The U.N.’s embattled climate change panel must make “fundamental changes” to avoid future errors and charges of bias, according to a comprehensive independent review released Monday.
The U.N. Intergovernmental Panel on Climate Change (IPCC), which has taken the lead in investigating the role of humans in climate change, has been under fire since admitting in January that its 2007 report on global warming exaggerated the scope of melting Himalayan glaciers.
The panel has done a good job overall, but “new demands are being made for increased transparency and accountability,” according to a review released Monday by the InterAcademy Council, a Amsterdam-based organization of the world’s science academies.
In the wake of the controversy and continued criticism from skeptics of manmade climate change, U.N. Secretary- General Ban Ki-moon asked the InterAcademy Council to assess the quality and legitimacy of the IPCC’s work in March.
Among other changes, the review calls for shorter terms for IPCC leaders, more outside oversight and stronger enforcement of the IPCC’s own research standards.
“Operating under the public microscope the way the IPCC does requires strong leadership … and a commitment to openness if the value of these assessments to society is to be maintained,” said Harold T. Shapiro, president emeritus at Princeton University and chairman of the committee that wrote the report.
The Himalayan glacier gaffe was indicative of a larger problem at the panel, according to Mr. Shapiro. IPCC reports often went far beyond what the underlying evidence could support, especially in the overview summaries prepared for policymakers and top officials.
Said Mr. Shapiro: “We found in the summary for policymakers that there were two kinds of errors that came up - one is the kind where they place high confidence in something where there is very little evidence. The other is the kind where you make a statement … with no substantive value, in our judgment.”
U.N. officials have acknowledged errors in the 2007 document, called the Fourth Assessment Report, but insist the overall conclusions of the study are still valid.
The IPCC’s next major climate change study is expected in 2013.
Established by the U.N. in 1988 to track climate change, the IPCC won a share of the 2007 Nobel Peace Prize, but the research errors and concerns about bias and conflicts of interest among its members have made the panel a target for global-warming skeptics.
Still, IPCC Chairman Rajendra Pachauri of India said Monday that the review did not contradict his organization’s conclusions.
“The scientific community agrees that climate change is real,” he said.
Some critics of Mr. Pachauri’s long tenure at the IPCC called for the chairman to resign in the wake of the report. He has chaired the IPCC since 2002. Mr. Pachauri told the London Telegraph he had no plans to quit, but would step down if the governments sponsoring the IPCC requested it.
Governments worldwide have cited IPCC research as justification for an array of restrictions, taxes and new industrial requirements designed to reduce emissions of carbon and other greenhouse gases.
Mr. Shapiro and his committee recommended the IPCC shorten the terms of IPCC executives, seek oversight and advice from outside experts and appoint an executive director to handle day-to-day operations.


• _Your goal_: Tally the lines below that contain the word "Germany". Only the number should be returned.
==== Listed records ====
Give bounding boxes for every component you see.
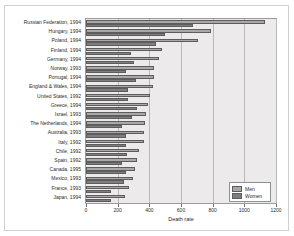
legend-item-men: Men — [232, 185, 268, 192]
y-axis-label: Poland, 1994 — [52, 36, 81, 45]
x-tick-label: 0 — [85, 207, 88, 213]
bar-group — [86, 19, 276, 28]
legend-label-women: Women — [245, 193, 262, 199]
gridline — [276, 19, 277, 203]
y-axis-label: Hungary, 1994 — [49, 27, 81, 36]
bar-women — [86, 52, 131, 55]
bar-group — [86, 129, 276, 138]
y-axis-label: Spain, 1992 — [54, 156, 81, 165]
x-tick-label: 200 — [113, 207, 121, 213]
bar-group — [86, 111, 276, 120]
bar-group — [86, 37, 276, 46]
y-axis-label: Portugal, 1994 — [48, 73, 81, 82]
y-axis-label: Japan, 1994 — [53, 193, 81, 202]
bar-women — [86, 153, 127, 156]
y-axis-label: Finland, 1994 — [51, 46, 81, 55]
bar-group — [86, 83, 276, 92]
y-axis-label: Australia, 1993 — [48, 128, 81, 137]
y-axis-label: Italy, 1992 — [58, 138, 81, 147]
legend-swatch-men-icon — [232, 186, 242, 192]
chart-legend: Men Women — [229, 182, 271, 202]
bar-women — [86, 134, 126, 137]
bar-group — [86, 148, 276, 157]
y-axis-label: Canada, 1995 — [50, 165, 81, 174]
legend-swatch-women-icon — [232, 193, 242, 199]
bar-women — [86, 162, 122, 165]
bar-women — [86, 70, 126, 73]
bar-women — [86, 116, 132, 119]
x-axis-ticks: 020040060080010001200 — [85, 204, 277, 214]
bar-group — [86, 65, 276, 74]
y-axis-label: Chile, 1992 — [56, 147, 81, 156]
bar-women — [86, 79, 136, 82]
x-tick-label: 800 — [208, 207, 216, 213]
bar-group — [86, 102, 276, 111]
bar-group — [86, 93, 276, 102]
bar-group — [86, 56, 276, 65]
bar-group — [86, 157, 276, 166]
bar-women — [86, 190, 111, 193]
bar-group — [86, 47, 276, 56]
x-tick-label: 1000 — [239, 207, 250, 213]
y-axis-label: England & Wales, 1994 — [29, 82, 81, 91]
x-tick-label: 400 — [145, 207, 153, 213]
y-axis-label: Russian Federation, 1994 — [24, 18, 81, 27]
bar-women — [86, 171, 126, 174]
figure-frame: Russian Federation, 1994Hungary, 1994Pol… — [4, 5, 289, 231]
bar-women — [86, 88, 128, 91]
x-tick-label: 1200 — [270, 207, 281, 213]
y-axis-category-labels: Russian Federation, 1994Hungary, 1994Pol… — [5, 18, 83, 204]
chart-figure: Russian Federation, 1994Hungary, 1994Pol… — [0, 0, 294, 236]
bar-group — [86, 166, 276, 175]
bar-women — [86, 107, 137, 110]
bar-women — [86, 199, 111, 202]
y-axis-label: Germany, 1994 — [47, 55, 81, 64]
plot-area — [85, 18, 277, 204]
bar-group — [86, 28, 276, 37]
y-axis-label: Norway, 1993 — [51, 64, 81, 73]
y-axis-label: Greece, 1994 — [51, 101, 81, 110]
y-axis-label: United States, 1992 — [37, 92, 81, 101]
bar-rows — [86, 19, 276, 203]
bar-women — [86, 24, 193, 27]
bar-group — [86, 120, 276, 129]
bar-women — [86, 33, 165, 36]
y-axis-label: The Netherlands, 1994 — [30, 119, 81, 128]
bar-group — [86, 74, 276, 83]
bar-women — [86, 144, 126, 147]
x-tick-label: 600 — [177, 207, 185, 213]
y-axis-label: Mexico, 1993 — [51, 174, 81, 183]
legend-label-men: Men — [245, 186, 255, 192]
x-axis-title: Death rate — [85, 216, 277, 222]
bar-women — [86, 61, 134, 64]
bar-women — [86, 180, 124, 183]
legend-item-women: Women — [232, 192, 268, 199]
y-axis-label: Israel, 1993 — [55, 110, 81, 119]
y-axis-label: France, 1993 — [52, 184, 81, 193]
bar-women — [86, 42, 156, 45]
bar-group — [86, 139, 276, 148]
bar-women — [86, 125, 122, 128]
bar-women — [86, 98, 128, 101]
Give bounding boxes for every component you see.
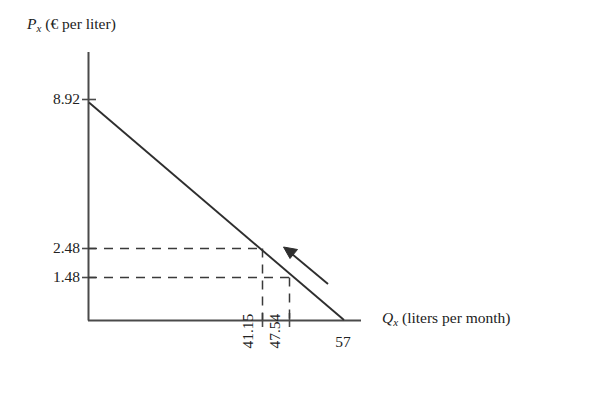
y-tick-label-8.92: 8.92: [18, 91, 80, 107]
y-tick-label-1.48: 1.48: [18, 269, 80, 285]
x-tick-label-57: 57: [313, 334, 373, 350]
demand-curve-figure: Px (€ per liter) Qx (liters per month) 8…: [0, 0, 593, 413]
y-axis-units: (€ per liter): [45, 15, 116, 32]
y-tick-label-2.48: 2.48: [18, 240, 80, 256]
x-tick-label-41.15: 41.15: [240, 314, 256, 349]
y-axis-subscript: x: [36, 22, 41, 34]
x-axis-units: (liters per month): [402, 309, 510, 326]
x-axis-title: Qx (liters per month): [382, 310, 510, 328]
demand-curve: [89, 103, 344, 321]
x-axis-symbol: Q: [382, 309, 393, 326]
x-axis-subscript: x: [393, 316, 398, 328]
y-axis-title: Px (€ per liter): [27, 16, 116, 34]
chart-canvas: [0, 0, 593, 413]
x-tick-label-47.54: 47.54: [267, 314, 283, 349]
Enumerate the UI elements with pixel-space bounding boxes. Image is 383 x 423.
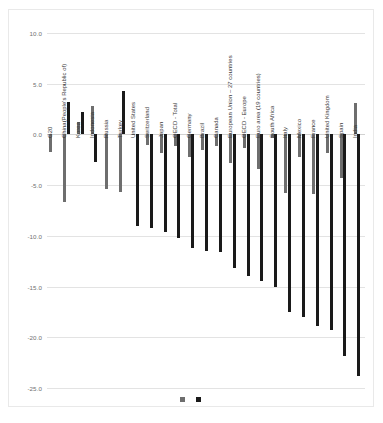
category-label: South Africa bbox=[269, 106, 275, 138]
bar[interactable] bbox=[219, 134, 222, 252]
bar-group[interactable]: United States bbox=[130, 33, 144, 388]
category-label: OECD - Total bbox=[172, 103, 178, 138]
bar[interactable] bbox=[330, 134, 333, 330]
bar-group[interactable]: France bbox=[310, 33, 324, 388]
y-axis-tick-label: 5.0 bbox=[33, 80, 42, 87]
bar-group[interactable]: Brazil bbox=[199, 33, 213, 388]
bar[interactable] bbox=[136, 134, 139, 225]
legend-swatch-icon bbox=[180, 397, 185, 402]
bar-groups: G20China(People's Republic of)KoreaIndon… bbox=[47, 33, 365, 388]
bar[interactable] bbox=[233, 134, 236, 268]
gridline bbox=[47, 388, 365, 389]
category-label: Mexico bbox=[296, 119, 302, 138]
bar-group[interactable]: Turkey bbox=[116, 33, 130, 388]
chart-frame: 10.05.00.0-5.0-10.0-15.0-20.0-25.0 G20Ch… bbox=[8, 9, 374, 407]
bar[interactable] bbox=[81, 112, 84, 134]
category-label: Switzerland bbox=[144, 107, 150, 138]
bar-group[interactable]: Germany bbox=[185, 33, 199, 388]
category-label: India bbox=[352, 125, 358, 138]
bar[interactable] bbox=[312, 134, 315, 194]
bar[interactable] bbox=[229, 134, 232, 162]
category-label: G20 bbox=[47, 127, 53, 138]
bar[interactable] bbox=[260, 134, 263, 281]
plot-area: 10.05.00.0-5.0-10.0-15.0-20.0-25.0 G20Ch… bbox=[47, 33, 365, 388]
category-label: OECD - Europe bbox=[241, 97, 247, 139]
legend-swatch-icon bbox=[196, 397, 201, 402]
y-axis-tick-label: -10.0 bbox=[27, 232, 42, 239]
category-label: Euro area (19 countries) bbox=[255, 74, 261, 139]
legend-item[interactable] bbox=[180, 397, 187, 402]
bar[interactable] bbox=[274, 134, 277, 286]
category-label: Indonesia bbox=[89, 112, 95, 138]
legend-item[interactable] bbox=[196, 397, 203, 402]
bar[interactable] bbox=[105, 134, 108, 189]
category-label: European Union – 27 countries bbox=[227, 56, 233, 139]
bar[interactable] bbox=[288, 134, 291, 312]
category-label: Japan bbox=[158, 122, 164, 138]
bar-group[interactable]: Switzerland bbox=[144, 33, 158, 388]
category-label: Spain bbox=[338, 123, 344, 138]
bar[interactable] bbox=[357, 134, 360, 375]
bar-group[interactable]: European Union – 27 countries bbox=[227, 33, 241, 388]
bar-group[interactable]: Euro area (19 countries) bbox=[254, 33, 268, 388]
bar[interactable] bbox=[340, 134, 343, 178]
category-label: Italy bbox=[282, 127, 288, 138]
bar[interactable] bbox=[164, 134, 167, 231]
bar-group[interactable]: Mexico bbox=[296, 33, 310, 388]
category-label: China(People's Republic of) bbox=[61, 64, 67, 138]
bar[interactable] bbox=[63, 134, 66, 202]
y-axis-tick-label: -15.0 bbox=[27, 283, 42, 290]
bar-group[interactable]: India bbox=[351, 33, 365, 388]
category-label: Korea bbox=[75, 122, 81, 138]
bar-group[interactable]: Spain bbox=[337, 33, 351, 388]
bar[interactable] bbox=[302, 134, 305, 317]
bar[interactable] bbox=[191, 134, 194, 248]
bar-group[interactable]: South Africa bbox=[268, 33, 282, 388]
category-label: Germany bbox=[186, 114, 192, 139]
chart-legend bbox=[9, 397, 373, 402]
bar[interactable] bbox=[119, 134, 122, 192]
bar-group[interactable]: Russia bbox=[102, 33, 116, 388]
y-axis-tick-label: -25.0 bbox=[27, 385, 42, 392]
category-label: Russia bbox=[103, 120, 109, 138]
y-axis-tick-label: -5.0 bbox=[31, 182, 42, 189]
bar[interactable] bbox=[316, 134, 319, 326]
bar[interactable] bbox=[284, 134, 287, 193]
bar[interactable] bbox=[67, 102, 70, 134]
bar-group[interactable]: United Kingdom bbox=[324, 33, 338, 388]
bar-group[interactable]: Canada bbox=[213, 33, 227, 388]
y-axis-tick-label: 10.0 bbox=[30, 30, 42, 37]
bar[interactable] bbox=[205, 134, 208, 251]
bar-group[interactable]: Korea bbox=[75, 33, 89, 388]
bar-group[interactable]: OECD - Europe bbox=[241, 33, 255, 388]
category-label: United Kingdom bbox=[324, 96, 330, 139]
bar[interactable] bbox=[247, 134, 250, 276]
y-axis-tick-label: 0.0 bbox=[33, 131, 42, 138]
category-label: Brazil bbox=[199, 123, 205, 138]
bar-group[interactable]: Japan bbox=[158, 33, 172, 388]
category-label: United States bbox=[130, 102, 136, 138]
bar-group[interactable]: Italy bbox=[282, 33, 296, 388]
category-label: Turkey bbox=[117, 120, 123, 138]
bar-group[interactable]: G20 bbox=[47, 33, 61, 388]
bar[interactable] bbox=[150, 134, 153, 227]
bar[interactable] bbox=[257, 134, 260, 168]
category-label: Canada bbox=[213, 117, 219, 138]
bar[interactable] bbox=[94, 134, 97, 161]
category-label: France bbox=[310, 120, 316, 139]
bar-group[interactable]: China(People's Republic of) bbox=[61, 33, 75, 388]
bar-group[interactable]: Indonesia bbox=[88, 33, 102, 388]
bar[interactable] bbox=[343, 134, 346, 355]
bar-group[interactable]: OECD - Total bbox=[171, 33, 185, 388]
y-axis-tick-label: -20.0 bbox=[27, 334, 42, 341]
bar[interactable] bbox=[177, 134, 180, 237]
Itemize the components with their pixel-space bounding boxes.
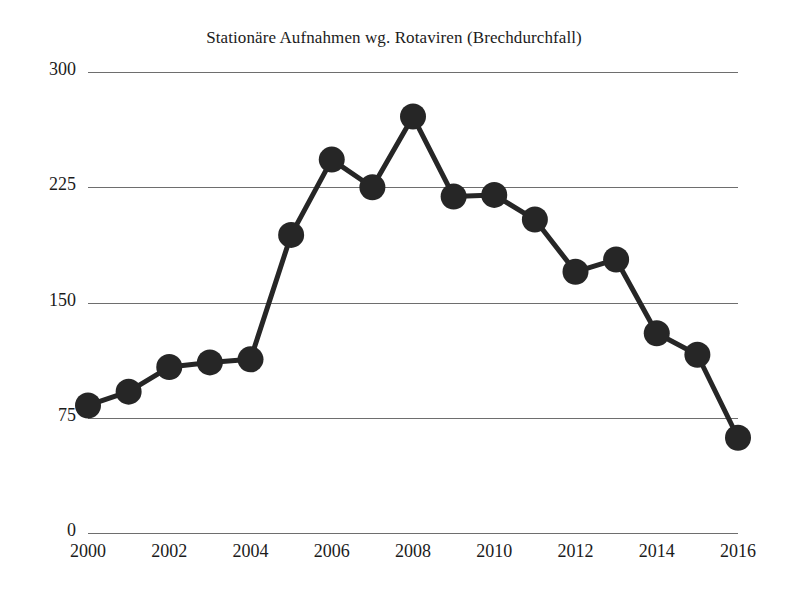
data-point-2005 [278,222,304,248]
plot-area [88,72,738,533]
x-tick-label: 2014 [617,541,697,562]
data-point-2006 [319,147,345,173]
data-point-2015 [684,342,710,368]
data-point-2000 [75,392,101,418]
data-point-2010 [481,182,507,208]
chart-figure: Stationäre Aufnahmen wg. Rotaviren (Brec… [0,0,788,599]
data-point-2009 [441,183,467,209]
y-axis-tick-labels: 300225150750 [0,72,76,533]
data-point-2014 [644,320,670,346]
x-tick-label: 2008 [373,541,453,562]
data-point-2003 [197,349,223,375]
x-tick-label: 2000 [48,541,128,562]
data-point-2007 [359,174,385,200]
data-point-2016 [725,425,751,451]
x-tick-label: 2002 [129,541,209,562]
x-axis-tick-labels: 200020022004200620082010201220142016 [88,541,738,571]
data-point-2001 [116,379,142,405]
data-point-2013 [603,246,629,272]
data-point-2008 [400,104,426,130]
y-tick-label: 300 [6,59,76,80]
data-series-line [88,72,738,533]
y-tick-label: 150 [6,290,76,311]
data-point-2012 [563,259,589,285]
x-tick-label: 2004 [211,541,291,562]
y-tick-label: 0 [6,520,76,541]
data-point-2011 [522,207,548,233]
y-tick-label: 75 [6,405,76,426]
x-tick-label: 2016 [698,541,778,562]
data-point-2002 [156,354,182,380]
x-tick-label: 2010 [454,541,534,562]
series-polyline [88,117,738,438]
x-tick-label: 2006 [292,541,372,562]
data-point-2004 [238,346,264,372]
gridline-0 [88,533,738,534]
chart-title: Stationäre Aufnahmen wg. Rotaviren (Brec… [0,28,788,48]
y-tick-label: 225 [6,174,76,195]
x-tick-label: 2012 [536,541,616,562]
====
• _Exercise answer_: 3